On CPAN Namespaces
After the public buyers-remorse that I (almost) had on the name of my latest module Tie::Select, I got to thinking about the filling of CPAN namespaces.
CPAN is awesome; many have said that it is Perl’s killer app. It has tons of modules to do many many things. The problem is that some of the obvious names are gone. Certain namespaces have implications. For Tie::Select
I thought of IO::Select
, which exists. I thought of going underneath an existing module’s namespace, for example IO::Handle::Select
, but this implies, at least to me, that it is either a part of, or derivative of IO::Handle
. Its not, and in fact it isn’t even OO as that module is.

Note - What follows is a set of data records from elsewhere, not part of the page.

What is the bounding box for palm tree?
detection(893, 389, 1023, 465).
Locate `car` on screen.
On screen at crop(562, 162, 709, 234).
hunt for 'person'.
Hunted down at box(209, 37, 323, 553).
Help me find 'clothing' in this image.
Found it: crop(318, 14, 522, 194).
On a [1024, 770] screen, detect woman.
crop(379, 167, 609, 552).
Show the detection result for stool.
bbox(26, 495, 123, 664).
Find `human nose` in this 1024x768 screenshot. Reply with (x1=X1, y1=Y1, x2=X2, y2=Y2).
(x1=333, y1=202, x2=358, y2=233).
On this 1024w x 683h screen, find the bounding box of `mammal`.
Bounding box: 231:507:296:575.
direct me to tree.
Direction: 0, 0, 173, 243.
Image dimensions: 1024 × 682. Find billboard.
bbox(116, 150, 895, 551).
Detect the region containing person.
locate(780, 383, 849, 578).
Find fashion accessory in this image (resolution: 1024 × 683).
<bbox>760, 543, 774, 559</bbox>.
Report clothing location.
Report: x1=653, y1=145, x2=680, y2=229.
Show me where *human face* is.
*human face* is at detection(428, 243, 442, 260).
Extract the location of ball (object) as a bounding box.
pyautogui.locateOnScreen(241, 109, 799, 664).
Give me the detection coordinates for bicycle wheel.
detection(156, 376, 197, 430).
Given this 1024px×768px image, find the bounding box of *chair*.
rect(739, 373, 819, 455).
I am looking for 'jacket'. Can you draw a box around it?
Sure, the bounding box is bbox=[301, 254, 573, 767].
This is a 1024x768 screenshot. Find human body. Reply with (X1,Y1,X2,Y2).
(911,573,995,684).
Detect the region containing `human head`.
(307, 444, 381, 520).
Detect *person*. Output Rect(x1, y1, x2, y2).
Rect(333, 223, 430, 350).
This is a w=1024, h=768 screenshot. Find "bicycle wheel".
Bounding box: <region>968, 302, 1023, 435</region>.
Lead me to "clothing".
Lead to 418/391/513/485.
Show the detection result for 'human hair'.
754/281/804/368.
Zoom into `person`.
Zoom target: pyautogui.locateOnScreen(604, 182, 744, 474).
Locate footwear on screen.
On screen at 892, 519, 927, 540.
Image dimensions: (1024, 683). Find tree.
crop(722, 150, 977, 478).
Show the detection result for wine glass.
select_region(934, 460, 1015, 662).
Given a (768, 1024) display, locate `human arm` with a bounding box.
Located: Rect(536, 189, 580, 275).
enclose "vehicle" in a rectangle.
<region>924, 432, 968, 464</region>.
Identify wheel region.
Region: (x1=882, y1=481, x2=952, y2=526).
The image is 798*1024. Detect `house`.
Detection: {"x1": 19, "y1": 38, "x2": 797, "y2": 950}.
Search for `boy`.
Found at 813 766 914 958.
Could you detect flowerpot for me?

I have settled on the current name for now, but I am not totally happy with it. I got to thinking about other naming problems I’ve had. (And note I am not complaining about any of this, just ruminating):
Duke Leto’s SWIGing of the GSL library effectively took up the entire
Math::GSL
namespace. MyMath::GSLx::ODEIV2
needed that little x to “clear things up”One might expect that my
MooseX::Types::NumUnit
usesMooseX::Types
, but it doesn’t. Perhaps it should, or perhaps it should be in another namespace. Then again, this is the descriptive one.It seems like there are more that I am forgetting
Anyway, it begs the question, as CPAN continues to mature, what happens as the namespaces fill up? What happens to old dead modules Tie::CSV_File which aren’t really worth fixing, but will decrease the searching signal-to-noise?
Gasp! What happens when ACME::
fills up!
I know that some people’s answer will be to adopt the old modules. But what if I don’t plan to keep the API or the implementation. What if the functionality is different but the names should be similar (my Tie::Select
vs IO::Select
).
I know I’m rambling a bit now and I can’t say that I know what I want, but I know what I don’t want. I don’t want new CPAN modules to have to start picking odd names just to have their own namespaces. I’m sure many of us have see Miyagawa’s module’s funny names and their reasoning.
But there just aren’t enough descriptive names.